The friendly and seemingly artless introduction unsettled McGovern. His British contact, Victor Jordan, was briefly in
Bonn, so McGovern had been unable to do what he would have preferred, which was to see Jordan first and get the lowdown on the German scene in general, and his German contact in particular.

Feierabend did not seem like an agent. Actually, he was not exactly an agent. He was, McGovern supposed, one of the hundreds – thousands – of individuals who, Kingdom had warned him, played an ambiguous role in the floating world of Berlin, men, and no doubt women too, who acted in various ways as go-between, messenger, and who knew useful individuals on both sides of the divide. It occurred to him that, downtrodden as she appeared, Frieda Schröder could also possibly be one of those individuals.

The long mirrored bar of the Eldorado was set off by wood panelling and the room was furnished with sofas heavily upholstered in faded brocade, and leather chairs which looked rather new. The chandeliers certainly were new and altogether this was an interior McGovern had already come to think of as – similar to the Hotel Am Zoo – heavily opulent in the Germanic style. At the opposite end of the room from the bar was a small stage on which a band was assembling.

Dolores the singer was ushered in with a chord from the three-piece band. The drummer brushed the cymbals. Dolores, who was very tall, wore long diamanté earrings and a sequined dress. It took McGovern several minutes to recognise her heavily made-up features as those of Theodor Feierabend.


Ich bin eine Frau die nie nein sagen kann
’ came the throaty tenor. McGovern, stunned, didn’t immediately realise the song was the familar ‘I’m just a girl who can’t say no’. Feierabend’s feminine coyness was parodic, he winked at his impassive audience and gestured with his large, meaty hands. McGovern found the performance hideously embarrassing. He felt even more embarrassed when at the end of the set Feierabend swayed to his table and sat down.

‘Did you enjoy it? You did look surprised,’ said Feierabend with a roguish laugh. ‘But, of course, I’m a happily married man, you know. I just do this to earn some money.’

‘You sent Dr Hoffmann to meet me,’ said McGovern.

Feierabend’s smile became almost coquettish. ‘I hope you found him useful,’ he said. ‘He knows everyone, even your Englishman.’

‘Yes, Dr Hoffmann has arranged a meeting.’

‘Dr Hoffmann can arrange anything. He has so many contacts. He will be extremely useful so long as you remember that you cannot actually trust him.’
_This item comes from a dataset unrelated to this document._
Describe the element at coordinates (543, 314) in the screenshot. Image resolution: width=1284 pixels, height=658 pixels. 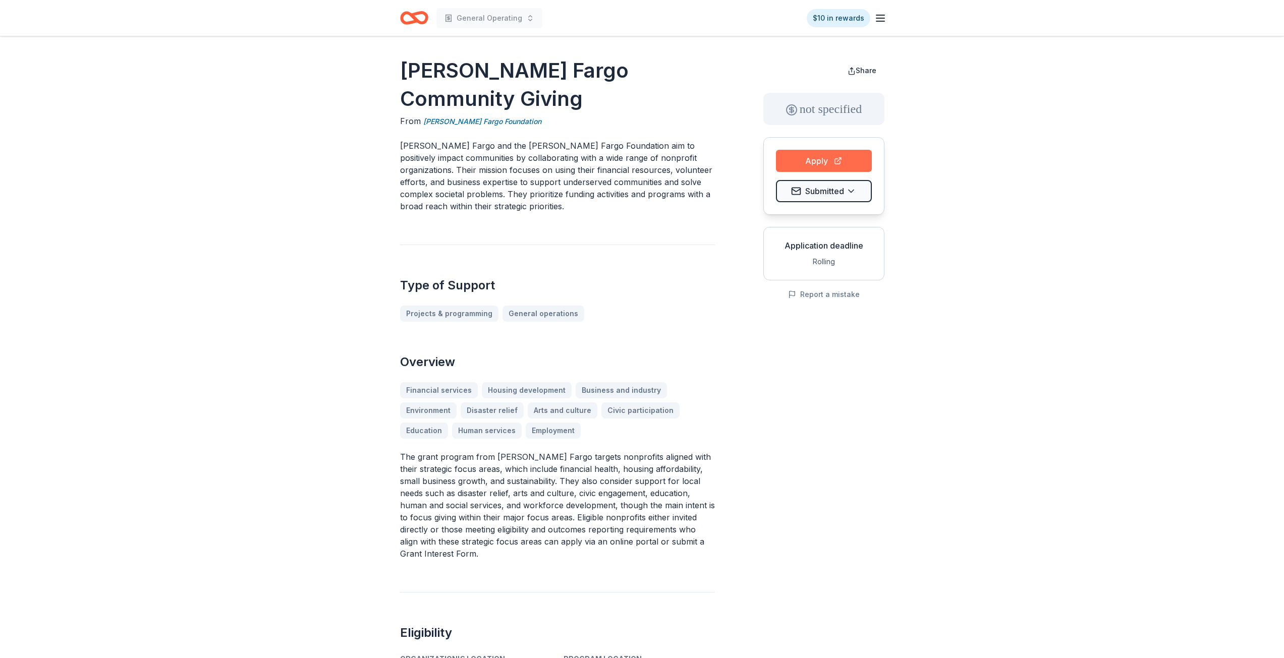
I see `a: General operations` at that location.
Across the naked expanse of what had been Alexanderplatz a gigantic photograph of Stalin stared out. The slogan in German beneath it read: ‘The unshakeable friendship of the Soviet and German peoples is a guarantee of peace and freedom’.
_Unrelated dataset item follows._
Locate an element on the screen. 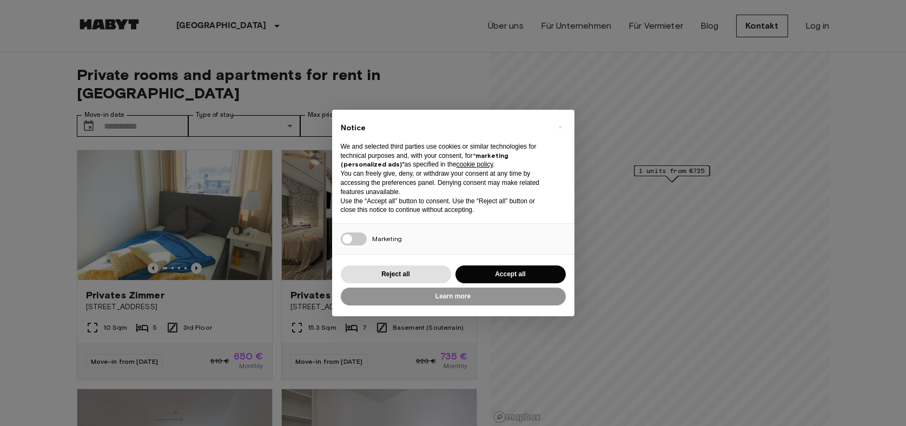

McGovern had passed without difficulty from West to East, but now he was actually in East Germany, in the Russian sector, he felt apprehensive, unsure how to handle the imminent encounter with Harris. Harris might recognise him from the funeral in Kensal Green Cemetery, but that was easily dealt with: McGovern in his persona as a journalist had known Garfield – that would be his line.